Humann to receive prestigious Erik Jonsson Ethics Award

SMU's Maguire Center for Ethics and Public Responsibility honors businessman and public servant Walter Humann with its J. Erik Jonsson Award.

By Robert Miller

Businessman and public servant Walter J. Humann will receive the 2012 J. Erik Jonsson Ethics Award from  Southern Methodist University at an April 2 luncheon at the  Belo Mansion.

Presented each year by SMU’s Cary M. Maguire Center for Ethics & Public Responsibility, the award is given for moral leadership and public virtue.

Humann is chiefly being recognized for creating the  Dallas Area Rapid Transit system and helping desegregate Dallas schools with his vision and skillful diplomacy.

He has worked to improve education, transportation, race relations, government organization, urban planning and infrastructure in North Texas. The award also recognizes his time as a successful businessman.

Humann leads his own firm, WJH Corp., and has held top management positions at Hunt Consolidated Inc., Memorex-Telex and the LTV Corp.

Longtime SMU board member Ray Hunt, award event chair, worked with Humann when Humann was president of Hunt Investments from 1975 to 1992 and chairman of the executive committee of Hunt Consolidated.

Hunt said that with quiet tenacity and perceptive vision, Humann played a pivotal role in the desegregation of the  Dallas Independent School District by founding the Dallas Alliance.

Humann said: “I felt strongly the way to go was by voluntary intermixing of the races, where you have quality education at the end of the bus rides.”

  Nationally, Humann was selected in the late 1960s by President Lyndon B. Johnson as the first White House Fellow from Texas. In 1970, he was chosen one of the Ten Outstanding Young Men of America, primarily for chairing the national committee that helped create the U.S. Postal Service, the largest federal government reorganization in U.S. history at the time.

During his time in Washington, Humann also co-authored a report in 1968 on ways to heal the Vietnam War-based breach between the college student community and the federal government.

He also founded the Jubilee Project in the late 1990s and served for more than 10 years as its chairman, helping revitalize a 62-block inner-city South Dallas neighborhood by dealing with elements that can affect a blighted community — public education, crime, health, employment, housing, economic development and physical improvements.

Humann earned a physics degree from  Massachusetts Institute of Technology, an MBA from  Harvard and a law degree from the SMU Dedman School of Law. He has received numerous awards, including the Legacy of Leadership Award from the White House Fellows Foundation.

J. Erik Jonsson was a co-founder of  Texas Instruments Inc. and mayor who worked from 1964 to 1971 to improve the morale and image of Dallas after the assassination of John F. Kennedy.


_PROBLEM STATEMENT_
Even where a record seems odd, copy it exactly as it appears below.

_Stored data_

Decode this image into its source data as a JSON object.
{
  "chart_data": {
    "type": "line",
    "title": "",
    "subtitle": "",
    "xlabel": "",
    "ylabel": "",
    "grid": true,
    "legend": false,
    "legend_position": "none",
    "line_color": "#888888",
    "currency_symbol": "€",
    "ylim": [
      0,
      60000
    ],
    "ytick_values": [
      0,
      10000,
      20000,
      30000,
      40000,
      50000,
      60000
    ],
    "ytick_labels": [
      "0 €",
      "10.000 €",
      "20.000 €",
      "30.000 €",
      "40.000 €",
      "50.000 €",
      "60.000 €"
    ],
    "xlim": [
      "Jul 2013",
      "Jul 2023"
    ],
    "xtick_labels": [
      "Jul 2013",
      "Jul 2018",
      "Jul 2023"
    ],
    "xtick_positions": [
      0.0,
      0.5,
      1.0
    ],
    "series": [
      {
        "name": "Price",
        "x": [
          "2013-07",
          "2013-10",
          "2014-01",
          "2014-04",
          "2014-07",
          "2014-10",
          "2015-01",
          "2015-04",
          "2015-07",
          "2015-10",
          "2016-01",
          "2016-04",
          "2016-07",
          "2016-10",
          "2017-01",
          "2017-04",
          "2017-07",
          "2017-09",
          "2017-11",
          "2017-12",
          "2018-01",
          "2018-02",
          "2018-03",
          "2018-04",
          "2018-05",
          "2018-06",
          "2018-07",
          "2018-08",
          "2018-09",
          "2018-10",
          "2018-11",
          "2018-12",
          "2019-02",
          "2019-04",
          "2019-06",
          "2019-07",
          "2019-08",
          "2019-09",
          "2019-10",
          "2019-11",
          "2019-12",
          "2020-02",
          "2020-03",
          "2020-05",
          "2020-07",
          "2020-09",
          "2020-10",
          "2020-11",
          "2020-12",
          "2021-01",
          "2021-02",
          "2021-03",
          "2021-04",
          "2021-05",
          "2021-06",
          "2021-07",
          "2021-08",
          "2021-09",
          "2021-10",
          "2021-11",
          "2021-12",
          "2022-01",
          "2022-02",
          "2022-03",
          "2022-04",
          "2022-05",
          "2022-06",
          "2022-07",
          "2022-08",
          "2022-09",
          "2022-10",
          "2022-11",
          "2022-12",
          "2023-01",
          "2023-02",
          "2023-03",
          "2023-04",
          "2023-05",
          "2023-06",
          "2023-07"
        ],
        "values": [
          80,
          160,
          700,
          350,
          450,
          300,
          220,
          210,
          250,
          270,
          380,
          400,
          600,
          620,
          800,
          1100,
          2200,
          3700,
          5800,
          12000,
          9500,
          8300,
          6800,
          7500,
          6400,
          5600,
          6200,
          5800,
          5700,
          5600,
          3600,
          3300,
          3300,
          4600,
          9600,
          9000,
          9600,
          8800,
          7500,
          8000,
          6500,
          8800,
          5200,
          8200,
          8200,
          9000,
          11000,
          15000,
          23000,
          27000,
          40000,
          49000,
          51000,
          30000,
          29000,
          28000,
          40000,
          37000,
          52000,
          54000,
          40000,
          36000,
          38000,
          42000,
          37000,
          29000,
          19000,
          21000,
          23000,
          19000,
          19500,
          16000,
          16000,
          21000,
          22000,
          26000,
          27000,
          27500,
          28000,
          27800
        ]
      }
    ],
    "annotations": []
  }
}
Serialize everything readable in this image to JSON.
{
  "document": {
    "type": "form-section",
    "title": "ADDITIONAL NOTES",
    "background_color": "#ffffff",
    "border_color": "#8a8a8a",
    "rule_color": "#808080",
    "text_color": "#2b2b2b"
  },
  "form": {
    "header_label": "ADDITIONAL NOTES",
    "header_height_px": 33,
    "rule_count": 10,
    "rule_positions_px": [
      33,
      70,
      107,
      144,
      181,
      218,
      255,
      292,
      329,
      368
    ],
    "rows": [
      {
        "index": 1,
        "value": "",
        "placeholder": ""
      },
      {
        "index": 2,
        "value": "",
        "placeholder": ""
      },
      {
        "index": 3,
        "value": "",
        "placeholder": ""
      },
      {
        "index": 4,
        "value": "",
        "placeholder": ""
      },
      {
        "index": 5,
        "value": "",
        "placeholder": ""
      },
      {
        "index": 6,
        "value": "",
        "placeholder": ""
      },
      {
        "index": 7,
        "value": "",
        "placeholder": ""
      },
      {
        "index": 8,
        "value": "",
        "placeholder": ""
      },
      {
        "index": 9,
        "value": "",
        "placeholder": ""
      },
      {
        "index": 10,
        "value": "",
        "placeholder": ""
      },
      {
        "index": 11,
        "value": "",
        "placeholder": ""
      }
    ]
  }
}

_OUTPUT FOR THIS EXERCISE_
Decode this image into its source data as a JSON object.
{
  "chart_data": {
    "type": "line",
    "title": "",
    "subtitle": "",
    "xlabel": "",
    "ylabel": "",
    "grid": true,
    "legend": false,
    "legend_position": "none",
    "line_color": "#888888",
    "currency_symbol": "€",
    "ylim": [
      0,
      60000
    ],
    "ytick_values": [
      0,
      10000,
      20000,
      30000,
      40000,
      50000,
      60000
    ],
    "ytick_labels": [
      "0 €",
      "10.000 €",
      "20.000 €",
      "30.000 €",
      "40.000 €",
      "50.000 €",
      "60.000 €"
    ],
    "xlim": [
      "Jul 2013",
      "Jul 2023"
    ],
    "xtick_labels": [
      "Jul 2013",
      "Jul 2018",
      "Jul 2023"
    ],
    "xtick_positions": [
      0.0,
      0.5,
      1.0
    ],
    "series": [
      {
        "name": "Price",
        "x": [
          "2013-07",
          "2013-10",
          "2014-01",
          "2014-04",
          "2014-07",
          "2014-10",
          "2015-01",
          "2015-04",
          "2015-07",
          "2015-10",
          "2016-01",
          "2016-04",
          "2016-07",
          "2016-10",
          "2017-01",
          "2017-04",
          "2017-07",
          "2017-09",
          "2017-11",
          "2017-12",
          "2018-01",
          "2018-02",
          "2018-03",
          "2018-04",
          "2018-05",
          "2018-06",
          "2018-07",
          "2018-08",
          "2018-09",
          "2018-10",
          "2018-11",
          "2018-12",
          "2019-02",
          "2019-04",
          "2019-06",
          "2019-07",
          "2019-08",
          "2019-09",
          "2019-10",
          "2019-11",
          "2019-12",
          "2020-02",
          "2020-03",
          "2020-05",
          "2020-07",
          "2020-09",
          "2020-10",
          "2020-11",
          "2020-12",
          "2021-01",
          "2021-02",
          "2021-03",
          "2021-04",
          "2021-05",
          "2021-06",
          "2021-07",
          "2021-08",
          "2021-09",
          "2021-10",
          "2021-11",
          "2021-12",
          "2022-01",
          "2022-02",
          "2022-03",
          "2022-04",
          "2022-05",
          "2022-06",
          "2022-07",
          "2022-08",
          "2022-09",
          "2022-10",
          "2022-11",
          "2022-12",
          "2023-01",
          "2023-02",
          "2023-03",
          "2023-04",
          "2023-05",
          "2023-06",
          "2023-07"
        ],
        "values": [
          80,
          160,
          700,
          350,
          450,
          300,
          220,
          210,
          250,
          270,
          380,
          400,
          600,
          620,
          800,
          1100,
          2200,
          3700,
          5800,
          12000,
          9500,
          8300,
          6800,
          7500,
          6400,
          5600,
          6200,
          5800,
          5700,
          5600,
          3600,
          3300,
          3300,
          4600,
          9600,
          9000,
          9600,
          8800,
          7500,
          8000,
          6500,
          8800,
          5200,
          8200,
          8200,
          9000,
          11000,
          15000,
          23000,
          27000,
          40000,
          49000,
          51000,
          30000,
          29000,
          28000,
          40000,
          37000,
          52000,
          54000,
          40000,
          36000,
          38000,
          42000,
          37000,
          29000,
          19000,
          21000,
          23000,
          19000,
          19500,
          16000,
          16000,
          21000,
          22000,
          26000,
          27000,
          27500,
          28000,
          27800
        ]
      }
    ],
    "annotations": []
  }
}
Serialize everything readable in this image to JSON.
{
  "document": {
    "type": "form-section",
    "title": "ADDITIONAL NOTES",
    "background_color": "#ffffff",
    "border_color": "#8a8a8a",
    "rule_color": "#808080",
    "text_color": "#2b2b2b"
  },
  "form": {
    "header_label": "ADDITIONAL NOTES",
    "header_height_px": 33,
    "rule_count": 10,
    "rule_positions_px": [
      33,
      70,
      107,
      144,
      181,
      218,
      255,
      292,
      329,
      368
    ],
    "rows": [
      {
        "index": 1,
        "value": "",
        "placeholder": ""
      },
      {
        "index": 2,
        "value": "",
        "placeholder": ""
      },
      {
        "index": 3,
        "value": "",
        "placeholder": ""
      },
      {
        "index": 4,
        "value": "",
        "placeholder": ""
      },
      {
        "index": 5,
        "value": "",
        "placeholder": ""
      },
      {
        "index": 6,
        "value": "",
        "placeholder": ""
      },
      {
        "index": 7,
        "value": "",
        "placeholder": ""
      },
      {
        "index": 8,
        "value": "",
        "placeholder": ""
      },
      {
        "index": 9,
        "value": "",
        "placeholder": ""
      },
      {
        "index": 10,
        "value": "",
        "placeholder": ""
      },
      {
        "index": 11,
        "value": "",
        "placeholder": ""
      }
    ]
  }
}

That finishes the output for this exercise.